“I’m not going to the Valentine’s dance,” my daughter announces, and crosses her arms mulishly against her chest.
“Why on earth not?” I ask, mystified. “You went last year, and you had fun.”
“Last year,” she informed me, “I was a kid. I’m grown up now.”
Coming from an eleven-year-old, that’s rich. But I don’t argue. I know she’s starting to notice boys (although she won’t admit it), and we’ve talked about the possibility of getting her first bra soon. While she’s all for it, my own feelings are decidedly mixed.
I don’t want to see my little girl grow up.
Oh, I know – it’s inevitable, everyone has to grow up, after all – but if there was a way to keep her eleven forever, I’d take it.
Because I know that the things we share so easily together now – going out for pizza, discussing the merits of One Direction versus Justin Beiber, reading our favorite books (Jody Picoult for me, Judy Blume for her) as we lay on opposite ends of the sofa with our feet entangled – will soon enough come to an end.
I foresee arguments, slamming doors, mood swings, and teary accusations. ‘You never let me do anything!’ ‘All the other girls get to [fill in the blank], but not me!’ ‘You just don’t understand!’
And the ever popular, ‘I hate you!’
I know these things will happen, because I’ve been through them before… with my own mother. I can still hear myself shouting, “Why can’t I date yet? Why do I have to wait until I’m fifteen? Why do I have to wear these stupid clothes/shoes? Why can’t I stay out past midnight? Why, why why?”
Things were rocky between my mother and me for quite a few years. We didn’t talk, we snapped; we didn’t spend time together, we went out of our way to avoid each other. ‘You think you know it all,’ mom would say with a contemptuous curl of her lip. ‘But you don’t. You just wait.’
You just wait.
But boy, was she right. Wonder of wonders, I really didn’t know it all. Eventually, a couple of the other girls – the ones who’d been allowed to date at thirteen, the ones who’d stayed out past midnight – got into trouble with the law, or struggled to pass their coursework at school. They didn’t get into the colleges they wanted. One of them got pregnant. The bad choices they’d made had seriously side-tracked their lives.
And I realized I was glad I hadn’t been allowed to make those same choices. Because I know now that I was far too young then to really understand – or more importantly, to deal with – the consequences of those choices. Life sometimes teaches us harsh lessons. And at fifteen, I wasn’t remotely ready to learn them.
And my mother, bless her stubborn heart, knew that.
In time, mom and I mended our fences. We began – cautiously – to talk. We went shopping, and even spent the occasional Saturday afternoon getting our hair done. It was nice, almost like old times.
But it was never quite the same as it was when I was eleven.
“Are you sure you don’t want to go to the dance?” I gently prod my daughter. “We can go shopping and buy a new dress, if you like.”
She rolls her eyes. “Mo-om, no one wears a dress to school dances anymore! Can I get some new leggings, and maybe a new shirt? I saw a red one in the Delia’s catalog that I really like.”
“Of course you can.” I kiss the top of her head. It smells faintly of Johnson’s Baby Shampoo. All too soon it will smell of expensive hair products with exotic ingredients like coconut and jojoba and awapuhi. All too soon she won’t even let me kiss the top of her head.
So I breathe in the baby-fresh scent of her hair, trying to hold it in my memory, glad that we have this moment.
“Can we make some cupcakes?” she asks hopefully. “With sprinkles? And those little tiny candy hearts?”
“Okay.” And as I push myself off the sofa and follow her into the kitchen, I know it won’t always be this easy. Cupcakes won’t always resolve our differences.
But today? We’ll make a mess in the kitchen and lick the mixing bowl and get flour in our hair, and we’ll laugh at each other and share silly jokes and confidences.
And I’ll have one more sweet memory to store away for the future.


▶ [EXERCISE AIM]: Apart from the pictures, every entry must be retyped exactly.

▶ [Dataset records]:
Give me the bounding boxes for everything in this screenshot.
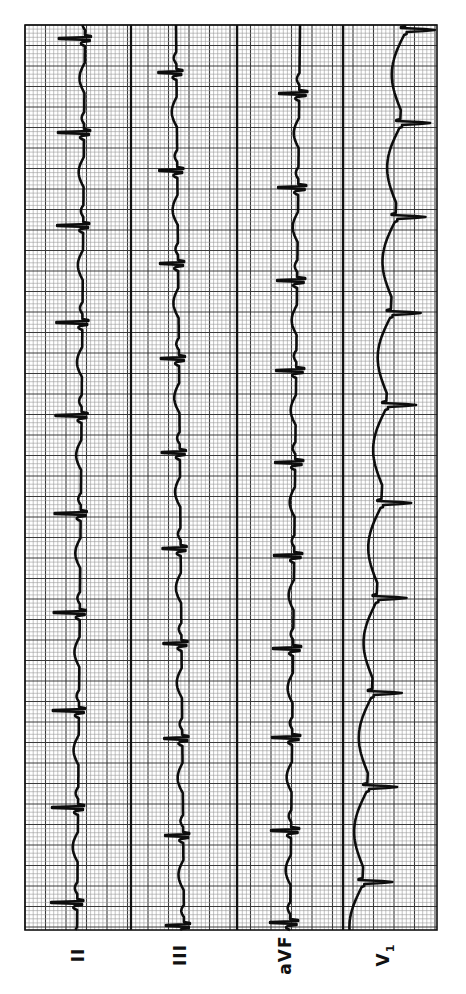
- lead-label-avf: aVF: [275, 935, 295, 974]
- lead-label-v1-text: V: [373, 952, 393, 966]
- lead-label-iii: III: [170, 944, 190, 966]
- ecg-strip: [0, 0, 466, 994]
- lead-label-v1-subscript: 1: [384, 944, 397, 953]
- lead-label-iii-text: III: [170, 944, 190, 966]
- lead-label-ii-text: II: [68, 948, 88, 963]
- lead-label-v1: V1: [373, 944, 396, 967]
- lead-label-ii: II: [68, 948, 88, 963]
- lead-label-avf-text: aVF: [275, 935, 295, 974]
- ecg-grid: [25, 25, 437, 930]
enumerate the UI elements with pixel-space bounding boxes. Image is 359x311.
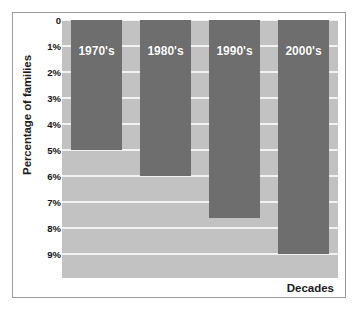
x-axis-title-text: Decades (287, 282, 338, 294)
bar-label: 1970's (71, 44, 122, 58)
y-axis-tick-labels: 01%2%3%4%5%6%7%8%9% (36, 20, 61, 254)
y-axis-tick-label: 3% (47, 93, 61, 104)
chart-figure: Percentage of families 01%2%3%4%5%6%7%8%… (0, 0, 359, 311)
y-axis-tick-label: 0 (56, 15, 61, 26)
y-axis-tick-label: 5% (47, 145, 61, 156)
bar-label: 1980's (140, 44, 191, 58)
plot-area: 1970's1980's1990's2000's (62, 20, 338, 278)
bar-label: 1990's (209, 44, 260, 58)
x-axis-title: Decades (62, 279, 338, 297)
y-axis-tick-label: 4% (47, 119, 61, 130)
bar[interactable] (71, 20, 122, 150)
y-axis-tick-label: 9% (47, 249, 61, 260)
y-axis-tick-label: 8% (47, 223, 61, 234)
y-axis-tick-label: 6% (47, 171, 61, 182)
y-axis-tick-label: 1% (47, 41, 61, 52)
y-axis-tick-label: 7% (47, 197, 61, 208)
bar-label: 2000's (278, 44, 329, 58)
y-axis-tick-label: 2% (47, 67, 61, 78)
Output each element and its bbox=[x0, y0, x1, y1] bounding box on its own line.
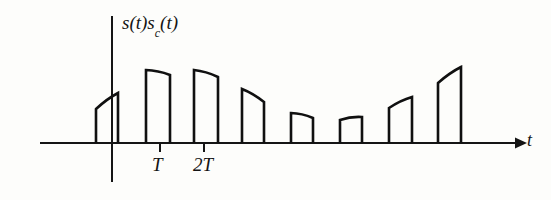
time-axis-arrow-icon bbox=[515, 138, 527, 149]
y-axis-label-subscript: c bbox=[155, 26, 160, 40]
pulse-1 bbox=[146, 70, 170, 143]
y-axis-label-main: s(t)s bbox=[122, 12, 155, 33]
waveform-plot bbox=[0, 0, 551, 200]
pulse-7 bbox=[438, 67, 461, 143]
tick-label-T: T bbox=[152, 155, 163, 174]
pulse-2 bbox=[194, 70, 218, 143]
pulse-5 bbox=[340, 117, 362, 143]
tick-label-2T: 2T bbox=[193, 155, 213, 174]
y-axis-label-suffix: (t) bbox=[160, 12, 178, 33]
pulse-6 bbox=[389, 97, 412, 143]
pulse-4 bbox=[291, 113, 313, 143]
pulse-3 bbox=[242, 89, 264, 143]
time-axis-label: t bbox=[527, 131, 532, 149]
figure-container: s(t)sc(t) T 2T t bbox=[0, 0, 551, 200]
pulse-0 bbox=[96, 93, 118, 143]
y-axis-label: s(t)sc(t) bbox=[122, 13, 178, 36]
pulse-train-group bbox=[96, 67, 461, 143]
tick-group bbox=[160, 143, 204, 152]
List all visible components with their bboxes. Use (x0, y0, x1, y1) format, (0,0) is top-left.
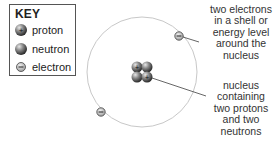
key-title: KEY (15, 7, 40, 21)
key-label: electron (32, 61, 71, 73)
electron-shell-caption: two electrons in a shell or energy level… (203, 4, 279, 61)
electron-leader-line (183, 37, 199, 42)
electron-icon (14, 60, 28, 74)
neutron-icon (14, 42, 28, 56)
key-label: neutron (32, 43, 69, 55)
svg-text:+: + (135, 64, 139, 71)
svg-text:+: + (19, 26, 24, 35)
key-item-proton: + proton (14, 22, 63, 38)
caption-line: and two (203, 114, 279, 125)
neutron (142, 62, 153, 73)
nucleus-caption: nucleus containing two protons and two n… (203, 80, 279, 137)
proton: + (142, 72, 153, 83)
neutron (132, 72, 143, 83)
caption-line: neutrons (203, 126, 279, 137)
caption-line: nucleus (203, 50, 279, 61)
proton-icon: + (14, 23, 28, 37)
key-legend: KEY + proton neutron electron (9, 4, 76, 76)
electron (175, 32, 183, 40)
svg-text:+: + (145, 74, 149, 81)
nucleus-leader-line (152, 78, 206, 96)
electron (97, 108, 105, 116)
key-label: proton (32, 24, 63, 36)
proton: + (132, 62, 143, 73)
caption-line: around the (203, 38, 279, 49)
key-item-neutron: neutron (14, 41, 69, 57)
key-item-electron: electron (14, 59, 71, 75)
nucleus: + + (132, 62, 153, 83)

▶ [EXERCISE RESPONSE]:
Give me the bounding boxes for everything in this screenshot.
- lead-label-avf: aVF: [275, 935, 295, 974]
- lead-label-v1-text: V: [373, 952, 393, 966]
- lead-label-iii: III: [170, 944, 190, 966]
- ecg-strip: [0, 0, 466, 994]
- lead-label-v1-subscript: 1: [384, 944, 397, 953]
- lead-label-iii-text: III: [170, 944, 190, 966]
- lead-label-ii-text: II: [68, 948, 88, 963]
- lead-label-v1: V1: [373, 944, 396, 967]
- lead-label-ii: II: [68, 948, 88, 963]
- lead-label-avf-text: aVF: [275, 935, 295, 974]
- ecg-grid: [25, 25, 437, 930]
enumerate the UI elements with pixel-space bounding boxes. Image is 359x311.
x-axis-title-text: Decades (287, 282, 338, 294)
bar-label: 1970's (71, 44, 122, 58)
y-axis-tick-labels: 01%2%3%4%5%6%7%8%9% (36, 20, 61, 254)
y-axis-tick-label: 3% (47, 93, 61, 104)
chart-figure: Percentage of families 01%2%3%4%5%6%7%8%… (0, 0, 359, 311)
y-axis-tick-label: 0 (56, 15, 61, 26)
y-axis-tick-label: 5% (47, 145, 61, 156)
bar-label: 1980's (140, 44, 191, 58)
plot-area: 1970's1980's1990's2000's (62, 20, 338, 278)
bar-label: 1990's (209, 44, 260, 58)
x-axis-title: Decades (62, 279, 338, 297)
y-axis-tick-label: 4% (47, 119, 61, 130)
bar[interactable] (71, 20, 122, 150)
y-axis-tick-label: 9% (47, 249, 61, 260)
y-axis-tick-label: 8% (47, 223, 61, 234)
y-axis-tick-label: 6% (47, 171, 61, 182)
y-axis-tick-label: 1% (47, 41, 61, 52)
y-axis-tick-label: 7% (47, 197, 61, 208)
bar-label: 2000's (278, 44, 329, 58)
y-axis-tick-label: 2% (47, 67, 61, 78)
Output each element and its bbox=[x0, y0, x1, y1] bounding box on its own line.
time-axis-arrow-icon bbox=[515, 138, 527, 149]
y-axis-label-subscript: c bbox=[155, 26, 160, 40]
pulse-1 bbox=[146, 70, 170, 143]
y-axis-label-main: s(t)s bbox=[122, 12, 155, 33]
waveform-plot bbox=[0, 0, 551, 200]
pulse-7 bbox=[438, 67, 461, 143]
tick-label-T: T bbox=[152, 155, 163, 174]
pulse-2 bbox=[194, 70, 218, 143]
pulse-5 bbox=[340, 117, 362, 143]
tick-label-2T: 2T bbox=[193, 155, 213, 174]
y-axis-label-suffix: (t) bbox=[160, 12, 178, 33]
pulse-6 bbox=[389, 97, 412, 143]
pulse-4 bbox=[291, 113, 313, 143]
pulse-3 bbox=[242, 89, 264, 143]
time-axis-label: t bbox=[527, 131, 532, 149]
figure-container: s(t)sc(t) T 2T t bbox=[0, 0, 551, 200]
pulse-0 bbox=[96, 93, 118, 143]
y-axis-label: s(t)sc(t) bbox=[122, 13, 178, 36]
pulse-train-group bbox=[96, 67, 461, 143]
tick-group bbox=[160, 143, 204, 152]
List all visible components with their bboxes. Use (x0, y0, x1, y1) format, (0,0) is top-left.
key-title: KEY (15, 7, 40, 21)
key-label: electron (32, 61, 71, 73)
electron-shell-caption: two electrons in a shell or energy level… (203, 4, 279, 61)
electron-leader-line (183, 37, 199, 42)
electron-icon (14, 60, 28, 74)
neutron-icon (14, 42, 28, 56)
key-label: neutron (32, 43, 69, 55)
svg-text:+: + (135, 64, 139, 71)
svg-text:+: + (19, 26, 24, 35)
key-item-proton: + proton (14, 22, 63, 38)
caption-line: and two (203, 114, 279, 125)
neutron (142, 62, 153, 73)
nucleus-caption: nucleus containing two protons and two n… (203, 80, 279, 137)
proton: + (142, 72, 153, 83)
neutron (132, 72, 143, 83)
caption-line: neutrons (203, 126, 279, 137)
caption-line: nucleus (203, 50, 279, 61)
proton-icon: + (14, 23, 28, 37)
key-legend: KEY + proton neutron electron (9, 4, 76, 76)
electron (175, 32, 183, 40)
svg-text:+: + (145, 74, 149, 81)
nucleus-leader-line (152, 78, 206, 96)
electron (97, 108, 105, 116)
key-label: proton (32, 24, 63, 36)
proton: + (132, 62, 143, 73)
caption-line: around the (203, 38, 279, 49)
key-item-neutron: neutron (14, 41, 69, 57)
key-item-electron: electron (14, 59, 71, 75)
nucleus: + + (132, 62, 153, 83)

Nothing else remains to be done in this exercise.